759-764: McElrath – This section does not need to be specified. We do not need to create standardized "Docketing Response", other wise we have forced an unnecessary internal convention on systems, therefore this seems unnecessary information for the use case.

768-771: McElrath – So they are playing hot potato with the "Filing Receipt"? Are they sending the same information back and forth to prove they received it? Or Is the second "Filing Receipt" in #9 a confirmation that the Clerk Review's Filing Receipt was received by the Filing MDE? If the latter, then this make sense.

780 -- Bergeron – If the communication is received, then it has been received. It should be receded as received. If received but not formally processed that should be communicated. We need to get the boundary between receipt, acceptance, and rejection that is crystal clear.

791-802: McElrath – I can see having these steps in the use cases for explanatory purposes, but I have to strongly object to specifying a "Docketing Response" as the specification progresses, if that is the intention of including them here. The communications with the Case Management systems will take the form of everything from a proprietary 3rd party e-filing service provider sending secured formatted messages to individual courts to RPC, RMI, JDBC/ODBC, or other software calls from a front end system to a back end system.
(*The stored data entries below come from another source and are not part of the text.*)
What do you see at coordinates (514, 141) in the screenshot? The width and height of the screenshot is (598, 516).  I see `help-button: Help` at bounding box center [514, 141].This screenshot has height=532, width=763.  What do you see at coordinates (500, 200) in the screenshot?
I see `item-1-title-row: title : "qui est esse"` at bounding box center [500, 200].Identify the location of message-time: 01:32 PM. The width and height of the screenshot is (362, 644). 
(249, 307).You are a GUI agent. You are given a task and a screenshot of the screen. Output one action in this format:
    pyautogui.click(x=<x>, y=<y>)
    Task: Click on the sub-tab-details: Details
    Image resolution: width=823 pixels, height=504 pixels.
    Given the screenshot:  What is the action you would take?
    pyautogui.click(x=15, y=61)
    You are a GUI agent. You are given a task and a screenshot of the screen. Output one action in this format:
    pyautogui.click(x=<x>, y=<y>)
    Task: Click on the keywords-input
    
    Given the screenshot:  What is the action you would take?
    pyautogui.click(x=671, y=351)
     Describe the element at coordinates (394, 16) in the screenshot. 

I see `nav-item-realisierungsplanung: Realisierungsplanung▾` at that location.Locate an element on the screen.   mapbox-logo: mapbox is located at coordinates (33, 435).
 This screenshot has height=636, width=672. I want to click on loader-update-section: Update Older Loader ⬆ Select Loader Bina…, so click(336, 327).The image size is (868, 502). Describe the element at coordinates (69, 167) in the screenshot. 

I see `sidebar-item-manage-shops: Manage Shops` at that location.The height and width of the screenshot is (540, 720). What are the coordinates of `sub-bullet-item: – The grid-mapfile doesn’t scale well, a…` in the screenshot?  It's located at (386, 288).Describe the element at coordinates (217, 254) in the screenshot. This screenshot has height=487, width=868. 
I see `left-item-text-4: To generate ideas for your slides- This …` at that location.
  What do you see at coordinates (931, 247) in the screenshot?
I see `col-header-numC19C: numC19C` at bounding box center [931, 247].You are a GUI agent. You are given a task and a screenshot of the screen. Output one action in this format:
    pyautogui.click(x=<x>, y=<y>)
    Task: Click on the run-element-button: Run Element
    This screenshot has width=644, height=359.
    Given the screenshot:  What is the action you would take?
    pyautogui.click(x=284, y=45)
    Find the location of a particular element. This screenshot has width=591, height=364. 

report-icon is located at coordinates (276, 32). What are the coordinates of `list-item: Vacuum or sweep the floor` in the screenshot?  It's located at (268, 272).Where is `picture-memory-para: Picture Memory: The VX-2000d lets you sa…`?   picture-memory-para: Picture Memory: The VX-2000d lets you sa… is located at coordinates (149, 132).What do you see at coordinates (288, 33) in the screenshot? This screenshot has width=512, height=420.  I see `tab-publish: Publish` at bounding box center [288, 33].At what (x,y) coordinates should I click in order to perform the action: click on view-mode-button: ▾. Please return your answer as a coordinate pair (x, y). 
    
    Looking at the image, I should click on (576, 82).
833: McElrath – Have we not gotten over forcing the required use of an EFSP yet? There is no need for this "MDE" to be required to persist data or documents. Yes, it could, but it does not need to be in the specification that it has to. More likely, the front end "Filing MDE" will pass the receipt back to either a document management or a case management system that will make the receipt available to the user(s) at a later time.

846-890: McElrath – This needs to be stricken unless for hypothetical purposes. This scenario does not need to be furthered into parts of the specification.

894: McElrath – Optionally, it does not have to "present" to a human to communicate between systems, therefore this is unnecessary. It may do this or anything else that the system designers desire it to do, but it does not need to be a requirement of this specification that it does.

900-901: McElrath – Needs to be stricken, unless only for explanatory purposes and not part of the specification. This falls in the realm of the black box to specify actions between a front end system and a back end system.

904: McElrath – a court staff member or court controlled machine(s).

928 - Cusick –"subscriber to the events publication." is a little awkward for me,

perhaps "subscriber to the publication of events" works better

937-938: McElrath – This is specifying in the black box again and needs to be taken out.

954-1062: McElrath – I have to urge the group to take this section out as it is inappropriate for the specification. Add in failure to docket a record as an extension of filing or clerk review to enable a graceful failure of the communications, but specifying the docketing interactions is far into the black box and off course in trying to write a specification for interactions between external systems. A court or vendor can write what ever they wish to allow connections to the courts. Unless it interacts with other systems or opens a court to receive service by multiple vendors, this seems illogical to specify. From vendor to court is a closed system. From vendor acting on behalf of court to filer is open and should be part of the specification under "Transmit Message" or "Filer files a Filing".